The key is to differentiate the log twice and take the expectation. Applying the quotient rule, the Hessian of $\log f(X,\theta)$ with respect to $\theta$ is
\begin{align*}
\nabla^2_\theta \log f(X,\theta)
= \nabla_\theta\!\left(\frac{\nabla_\theta f(X,\theta)}{f(X,\theta)}\right)

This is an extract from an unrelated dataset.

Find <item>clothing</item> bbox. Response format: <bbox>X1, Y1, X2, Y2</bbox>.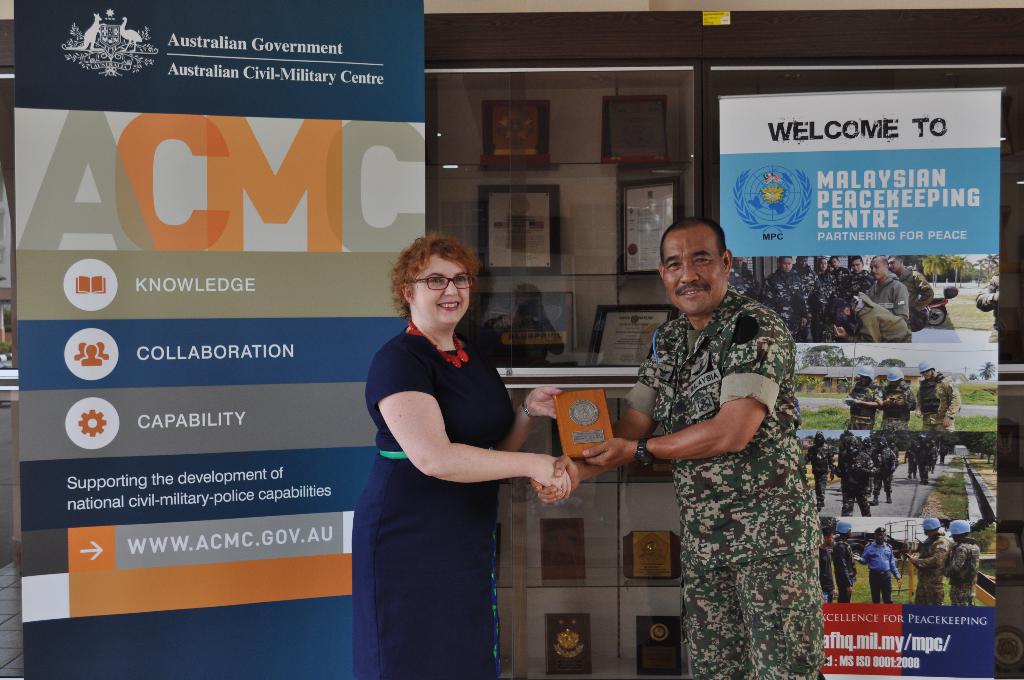
<bbox>348, 321, 514, 679</bbox>.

= \frac{\nabla^2_\theta f(X,\theta)}{f(X,\theta)} - \frac{\nabla_\theta f(X,\theta)\, \nabla_\theta f(X,\theta)^\top}{f(X,\theta)^2}.
\end{align*}
Taking the expectation under $\mathbb{P}_\theta$ and using the regularity assumption to exchange differentiation and integration:
\begin{align*}
\mathbb{E}_\theta\!\left[\nabla^2_\theta \log f(X,\theta)\right]
&= \int_{\mathcal{X}} \frac{\nabla^2_\theta f(x,\theta)}{f(x,\theta)}\, f(x,\theta)\, dx
- \mathbb{E}_\theta\!\left[\frac{\nabla_\theta f(X,\theta)\, \nabla_\theta f(X,\theta)^\top}{f(X,\theta)^2}\right] \\
&= \nabla^2_\theta \int_{\mathcal{X}} f(x,\theta)\, dx
- \mathbb{E}_\theta\!\left[\nabla_\theta \log f(X,\theta)\, \nabla_\theta \log f(X,\theta)^\top\right] \\
&= 0 - I(\theta).
\end{align*}
The first integral vanishes because $\int_{\mathcal{X}} f(x,\theta)\, dx = 1$, and differentiating a constant twice gives zero. Rearranging gives $I(\theta) = -\mathbb{E}_\theta[\nabla^2_\theta \log f(X,\theta)]$.